So a thing I’ve said alot but never publicly I don’t think is that it’s entirely possible Steel Fighting saved my life. After a post on facebook made it clear I might not be the only one in this boat, in fact others might have a much more strong claim to that phrase, I decided I’d try writing about it to put it out there. In case it could help or something. I doubt I have anything profound or original to share here. My case is not inspiring. Still, I’m going to share it and hope somehow it helps someone. Maybe that someone will be me.

3 years ago, everyday driving to work I would consider driving my car off the road into the barrier, the trees, a river, whatever, thinking that a quick end would be preferable to trudging on. I would have suicidal thoughts at other times, particularly when something when wrong in my life, no matter how little. But the big thing was everyday, somewhere on that drive, I’d put serious consideration into ending it. Some days just for a few seconds. Others, though far more rare, for most of the hour long commute.

That stopped when I found steel fighting. I don’t remember when the thoughts went away…but I remember thinking, “Hey I haven’t thought about offing myself in a while” and that was a pretty cool feeling. When shit goes wrong I still panic, freeze up, and make emotional decisions that are often quite self destructive. But I never thinking about getting a gun and eating a bullet. Not even for a second. No matter how bad, I know I have a reason to live…Its not a great reason. It’s not morally good. It’s not likely to have an impact on more than a few dozen or at most a few hundred people. It’s enough though. It’s my personal mission, my personal meaning to life, a quest that I can put all of myself into without reserve. And that’s what I needed.

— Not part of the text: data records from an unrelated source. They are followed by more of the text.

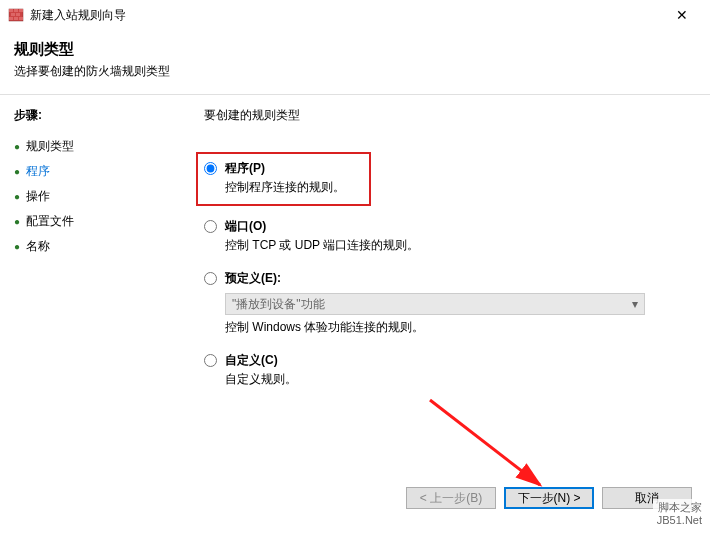  What do you see at coordinates (451, 498) in the screenshot?
I see `back-button: < 上一步(B)` at bounding box center [451, 498].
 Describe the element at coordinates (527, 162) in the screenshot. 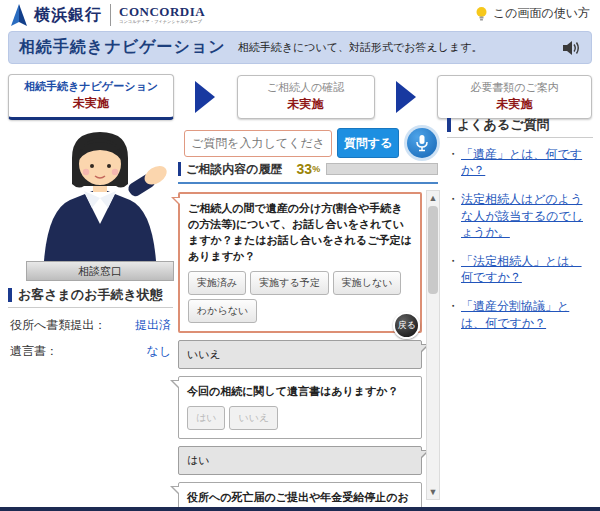

I see `faq-link: 「遺産」とは、何ですか？` at that location.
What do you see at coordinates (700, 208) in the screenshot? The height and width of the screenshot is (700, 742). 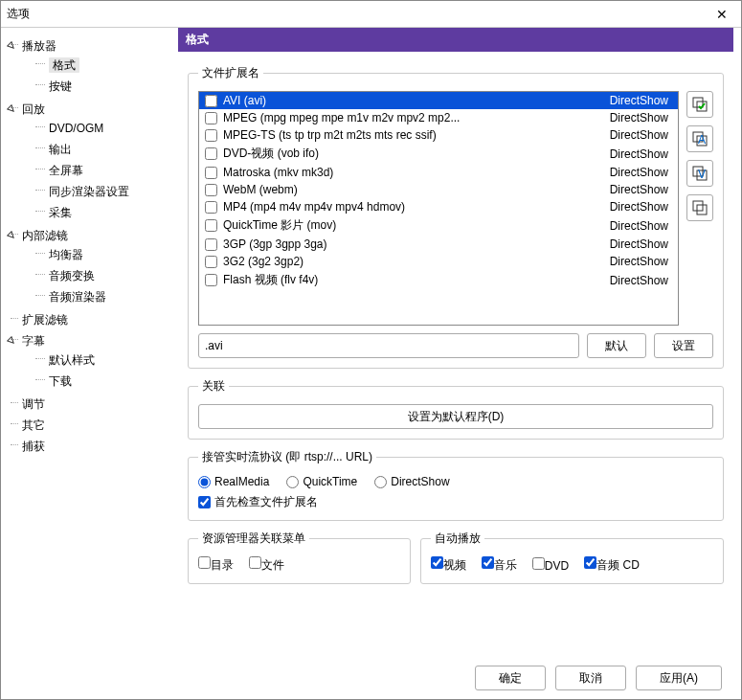 I see `select-none-icon` at bounding box center [700, 208].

I never tried to kill myself. I was lucky. My struggle was never, I want to die. It was more, I have no reason nor desire to live. Killing myself was a positive action though. It required me to have a reason to do it…and I was one of those very very few privileged people to really have nothing all that bad in my life. I had no trauma, I had a loving set of parents, I had friends, I had enough money to never have to struggle. I have life on easy mode and I know and am eternally grateful….however I still never wanted it.

Being alive…for some people I think it just hurts.  I don’t know what it is, but for some reason the idea of being alive itself is not appealing. I’ve had suicidal thoughts since childhood, before I really understood what death was. Something about the complete utter callousness of the world turns me off to the idea of life. At heart I’m a nihilist, I know there is no meaning, there is no purpose, no greater good, no justice, no balance. We are a cosmic accident meant to return to the void. That frightens me more than anything. The unbelievable unfairness of being born just to have to die. I often wished I’d never had to experience any of it. There’s a scene in Tombstone that always spoke to me a bit to much for my comfort.

Wyatt Earp: What makes a man like Ringo, Doc? What makes him do the things he does?

Doc Holliday: A man like Ringo has got a great big hole, right in the middle of him. He can never kill enough, or steal enough, or inflict enough pain to ever fill it.

Wyatt Earp: What does he need?

Doc Holliday: Revenge.

Wyatt Earp: For what?

Doc Holliday: Bein’ born.

 

I hope this doesn’t offend those who’s struggle is because of real trauma, hurt, or loss. I know I’ve had it easy and I don’t mean to demean or even suggest my struggle is akin to yours. I simply want to put out how this has helped me. The reason I made it to the point where I could try steel was essentially because I never had a reason. There was nothing to run from. Nothing to hide from. No need to end the constant pain. Life was a dull ache for me, that I covered at different times with drugs, alcohol, and other momentary distraction pursuits of hedonism. I never found goals. I never found purpose. I had friends, family, security…and none of that meant anything….I had nothing worth getting out of bed in the morning. I simply did it because that’s what we’re supposed to do right?

I sometimes wonder if what is lost when society reaches this point is purpose. When you spend every moment trying to survive you don’t need  to stop and ask yourself why? You just do it because it’s basic biology to reach out and try to make it another day. When that struggle is taken from you though, you might start to ask why? And when you keep failing to come up with an answer no matter how many things you try…it begins to drag.

 

I don’t know if I’d have killed myself without steel. I know I would have if I got hit with any real tragedy or set back…because back then I had no will power to hold on. I was a coward searching for the easy way out. I still have to fight that urge daily and fail more often than I like to admit. Without a defining negative event though…I don’t know. I think eventually the inertia of my ennui would have dragged me there. Even if it didn’t I wouldn’t have been living life. Just surviving….and what’s the point in that when you know there’s more?

 

I know these are the most first world of problems and my solution is the most first world of solutions. It’s triviality made manifest in a narcissistic self indulgence of blathering prose. Yet I felt compelled to put it out there. Find your passion. Follow it relentlessly. Find a way to get paid for it. And you’ll have your purpose. You’ll have given your life meaning. And then it’ll be worth the bother of trying to survive.